People who are not tech savvy and let’s face it, that’s most people. Ask random people on the street if they know what DNS is and you’ll have a lot of people not having a clue. Maybe more will know about ad blockers but my parents, for example, would have no idea if it weren’t for me installing an ad blocker on their systems.
It was absolutely selling people that don’t know better that they need 24x7 VPN.
Each of those links bounce through pcmag with referrers, I strongly suspect they get kickbacks from all 5 providers listed.
They pretend that VPN is going to magically protect you from google and apple tracking your surfing habbits and purchases when your IP isn’t even the most identifiable thing you’re using.
This isn’t an article. It’s an ad.
Who actually sees ads? Between NextDNS or PiHole and ublock origin, I haven’t seen an ad in years.
People who are not tech savvy and let’s face it, that’s most people. Ask random people on the street if they know what DNS is and you’ll have a lot of people not having a clue. Maybe more will know about ad blockers but my parents, for example, would have no idea if it weren’t for me installing an ad blocker on their systems.
Sure. But you can install a plug-in if you aren’t tech savvy. You can also run something with ad blocking turned on by default.
Ad-blocking on the browser level is enough for most people to never see an ad again.
Except “native ads” posing as legitimate content.
It’s an old Gawker blog. So yeah, ads are the point.
I’m not sure if you’re trying to make a joke, but the article wasn’t advertising any products. It mentioned 5 VPNs, but it didn’t seem sponsored.
It was absolutely selling people that don’t know better that they need 24x7 VPN.
Each of those links bounce through pcmag with referrers, I strongly suspect they get kickbacks from all 5 providers listed.
They pretend that VPN is going to magically protect you from google and apple tracking your surfing habbits and purchases when your IP isn’t even the most identifiable thing you’re using.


Look through the records and copy each line with the string "hour" in it.

(Figure content listings)
+++

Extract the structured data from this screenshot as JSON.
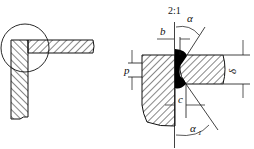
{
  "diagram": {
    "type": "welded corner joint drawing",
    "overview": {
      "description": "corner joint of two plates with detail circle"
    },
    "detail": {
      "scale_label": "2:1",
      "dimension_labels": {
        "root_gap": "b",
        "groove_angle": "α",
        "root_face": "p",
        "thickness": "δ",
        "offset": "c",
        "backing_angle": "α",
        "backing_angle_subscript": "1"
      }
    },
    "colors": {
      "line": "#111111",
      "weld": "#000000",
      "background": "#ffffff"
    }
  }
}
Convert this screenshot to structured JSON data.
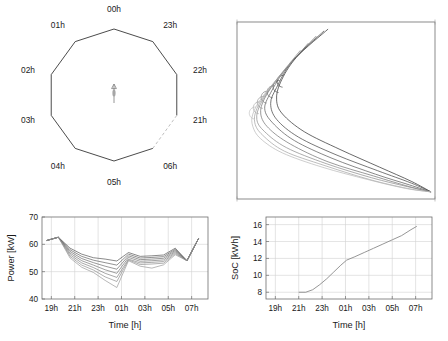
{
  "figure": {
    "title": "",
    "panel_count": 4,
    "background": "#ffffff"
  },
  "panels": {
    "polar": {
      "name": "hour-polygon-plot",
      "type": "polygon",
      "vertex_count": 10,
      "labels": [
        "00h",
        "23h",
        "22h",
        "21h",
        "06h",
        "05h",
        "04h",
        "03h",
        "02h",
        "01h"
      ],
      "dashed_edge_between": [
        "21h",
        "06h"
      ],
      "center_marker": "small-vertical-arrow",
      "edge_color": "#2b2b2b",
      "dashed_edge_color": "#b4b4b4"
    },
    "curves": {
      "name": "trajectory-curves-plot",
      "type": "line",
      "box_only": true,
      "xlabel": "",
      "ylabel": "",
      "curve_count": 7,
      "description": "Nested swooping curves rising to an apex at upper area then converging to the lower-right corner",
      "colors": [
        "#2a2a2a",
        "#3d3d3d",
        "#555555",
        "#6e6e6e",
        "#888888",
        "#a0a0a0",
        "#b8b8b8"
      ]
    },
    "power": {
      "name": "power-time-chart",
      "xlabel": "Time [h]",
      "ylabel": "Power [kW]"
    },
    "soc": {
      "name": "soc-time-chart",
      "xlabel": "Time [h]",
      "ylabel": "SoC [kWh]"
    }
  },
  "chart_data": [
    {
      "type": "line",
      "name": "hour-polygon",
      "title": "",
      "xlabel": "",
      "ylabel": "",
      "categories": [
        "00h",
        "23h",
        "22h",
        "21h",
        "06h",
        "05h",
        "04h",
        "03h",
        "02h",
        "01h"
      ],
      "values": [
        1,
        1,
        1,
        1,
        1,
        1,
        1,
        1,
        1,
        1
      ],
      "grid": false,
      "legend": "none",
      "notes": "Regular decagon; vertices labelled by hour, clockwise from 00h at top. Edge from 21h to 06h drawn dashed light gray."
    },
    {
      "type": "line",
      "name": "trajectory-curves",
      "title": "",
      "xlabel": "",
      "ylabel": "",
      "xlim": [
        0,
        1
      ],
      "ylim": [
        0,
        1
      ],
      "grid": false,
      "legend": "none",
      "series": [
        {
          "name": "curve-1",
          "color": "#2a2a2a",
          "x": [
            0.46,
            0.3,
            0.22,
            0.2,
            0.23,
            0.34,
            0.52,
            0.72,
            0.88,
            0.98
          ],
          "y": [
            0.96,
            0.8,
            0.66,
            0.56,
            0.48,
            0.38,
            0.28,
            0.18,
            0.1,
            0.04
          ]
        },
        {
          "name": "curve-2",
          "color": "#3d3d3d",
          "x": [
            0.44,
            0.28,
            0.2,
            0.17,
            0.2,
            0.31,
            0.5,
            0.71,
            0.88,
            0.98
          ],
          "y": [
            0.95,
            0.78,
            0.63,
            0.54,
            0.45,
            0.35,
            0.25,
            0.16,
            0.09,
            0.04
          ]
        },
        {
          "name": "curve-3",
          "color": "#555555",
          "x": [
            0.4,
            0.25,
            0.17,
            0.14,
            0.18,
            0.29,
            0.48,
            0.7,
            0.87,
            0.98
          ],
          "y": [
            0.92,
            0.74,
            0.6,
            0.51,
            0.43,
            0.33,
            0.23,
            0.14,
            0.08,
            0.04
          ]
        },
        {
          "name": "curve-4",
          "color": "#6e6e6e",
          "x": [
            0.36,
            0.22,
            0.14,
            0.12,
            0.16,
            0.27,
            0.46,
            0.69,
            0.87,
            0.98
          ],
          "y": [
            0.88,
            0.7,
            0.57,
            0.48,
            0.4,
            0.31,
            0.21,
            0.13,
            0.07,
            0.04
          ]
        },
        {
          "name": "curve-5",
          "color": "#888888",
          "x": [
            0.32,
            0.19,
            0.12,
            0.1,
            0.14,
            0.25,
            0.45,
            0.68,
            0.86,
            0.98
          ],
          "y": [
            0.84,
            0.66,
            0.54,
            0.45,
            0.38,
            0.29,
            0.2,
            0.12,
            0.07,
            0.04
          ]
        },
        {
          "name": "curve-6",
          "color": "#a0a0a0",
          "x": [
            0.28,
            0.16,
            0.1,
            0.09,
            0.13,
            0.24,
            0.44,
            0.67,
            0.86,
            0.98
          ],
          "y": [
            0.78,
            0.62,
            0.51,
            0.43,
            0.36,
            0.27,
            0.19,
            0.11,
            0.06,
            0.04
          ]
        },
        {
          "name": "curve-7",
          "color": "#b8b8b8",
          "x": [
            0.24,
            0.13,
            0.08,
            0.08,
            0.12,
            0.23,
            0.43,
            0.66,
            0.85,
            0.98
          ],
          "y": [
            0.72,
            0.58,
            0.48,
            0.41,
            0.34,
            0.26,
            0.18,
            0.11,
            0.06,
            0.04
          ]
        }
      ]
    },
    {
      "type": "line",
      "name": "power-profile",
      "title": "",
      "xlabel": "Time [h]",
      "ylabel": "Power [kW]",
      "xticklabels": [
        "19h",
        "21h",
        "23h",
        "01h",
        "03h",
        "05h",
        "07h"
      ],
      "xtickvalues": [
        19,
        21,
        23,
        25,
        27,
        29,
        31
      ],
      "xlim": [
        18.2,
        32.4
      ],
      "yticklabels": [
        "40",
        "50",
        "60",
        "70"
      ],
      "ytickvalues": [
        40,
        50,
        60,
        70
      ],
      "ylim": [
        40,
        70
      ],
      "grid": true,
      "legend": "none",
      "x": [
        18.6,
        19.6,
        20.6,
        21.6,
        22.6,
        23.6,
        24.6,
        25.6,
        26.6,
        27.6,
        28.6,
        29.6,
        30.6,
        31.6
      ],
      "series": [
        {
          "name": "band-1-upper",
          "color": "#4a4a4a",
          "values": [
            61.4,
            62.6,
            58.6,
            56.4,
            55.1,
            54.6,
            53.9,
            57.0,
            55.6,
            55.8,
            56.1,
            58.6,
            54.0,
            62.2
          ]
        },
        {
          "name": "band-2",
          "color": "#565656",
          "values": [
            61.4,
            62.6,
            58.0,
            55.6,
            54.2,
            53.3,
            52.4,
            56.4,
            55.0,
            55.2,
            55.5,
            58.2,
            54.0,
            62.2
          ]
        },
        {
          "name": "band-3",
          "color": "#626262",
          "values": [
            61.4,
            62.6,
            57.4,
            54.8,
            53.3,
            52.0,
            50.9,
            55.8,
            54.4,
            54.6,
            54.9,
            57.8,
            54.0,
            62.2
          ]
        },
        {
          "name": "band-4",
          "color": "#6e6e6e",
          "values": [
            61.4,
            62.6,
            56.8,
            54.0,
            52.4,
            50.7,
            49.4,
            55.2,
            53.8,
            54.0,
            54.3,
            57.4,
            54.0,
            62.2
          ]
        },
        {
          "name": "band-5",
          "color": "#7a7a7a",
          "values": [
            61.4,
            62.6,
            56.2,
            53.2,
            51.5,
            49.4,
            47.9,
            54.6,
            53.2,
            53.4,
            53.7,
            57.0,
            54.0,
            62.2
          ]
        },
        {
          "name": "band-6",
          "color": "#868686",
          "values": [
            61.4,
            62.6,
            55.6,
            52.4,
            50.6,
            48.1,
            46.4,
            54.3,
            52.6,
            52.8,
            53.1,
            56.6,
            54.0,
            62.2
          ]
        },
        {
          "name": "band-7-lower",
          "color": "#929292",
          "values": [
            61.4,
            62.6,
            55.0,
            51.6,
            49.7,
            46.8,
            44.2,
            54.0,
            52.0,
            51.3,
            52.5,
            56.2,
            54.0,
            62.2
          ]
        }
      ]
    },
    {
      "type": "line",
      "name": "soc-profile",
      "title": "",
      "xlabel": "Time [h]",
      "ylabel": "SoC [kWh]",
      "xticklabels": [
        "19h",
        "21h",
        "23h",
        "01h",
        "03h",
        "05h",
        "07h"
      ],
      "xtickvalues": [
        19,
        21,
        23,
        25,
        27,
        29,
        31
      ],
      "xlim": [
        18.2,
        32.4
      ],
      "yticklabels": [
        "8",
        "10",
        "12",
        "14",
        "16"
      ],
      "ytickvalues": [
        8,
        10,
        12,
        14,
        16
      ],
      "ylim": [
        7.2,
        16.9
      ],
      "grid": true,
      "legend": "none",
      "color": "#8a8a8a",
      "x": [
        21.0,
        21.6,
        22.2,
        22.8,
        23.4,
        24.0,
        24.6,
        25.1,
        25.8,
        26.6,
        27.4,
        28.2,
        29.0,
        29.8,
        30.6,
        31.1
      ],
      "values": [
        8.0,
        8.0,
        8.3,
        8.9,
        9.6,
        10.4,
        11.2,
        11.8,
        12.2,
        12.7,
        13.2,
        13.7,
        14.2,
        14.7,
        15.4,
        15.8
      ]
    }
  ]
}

+++

■ Answer to this exercise:
      "name": "hour-polygon-plot",
      "name": "hour-polygon",
      "notes": "Regular decagon; vertices labelled by hour, clockwise from 00h at top. Edge from 21h to 06h drawn dashed light gray."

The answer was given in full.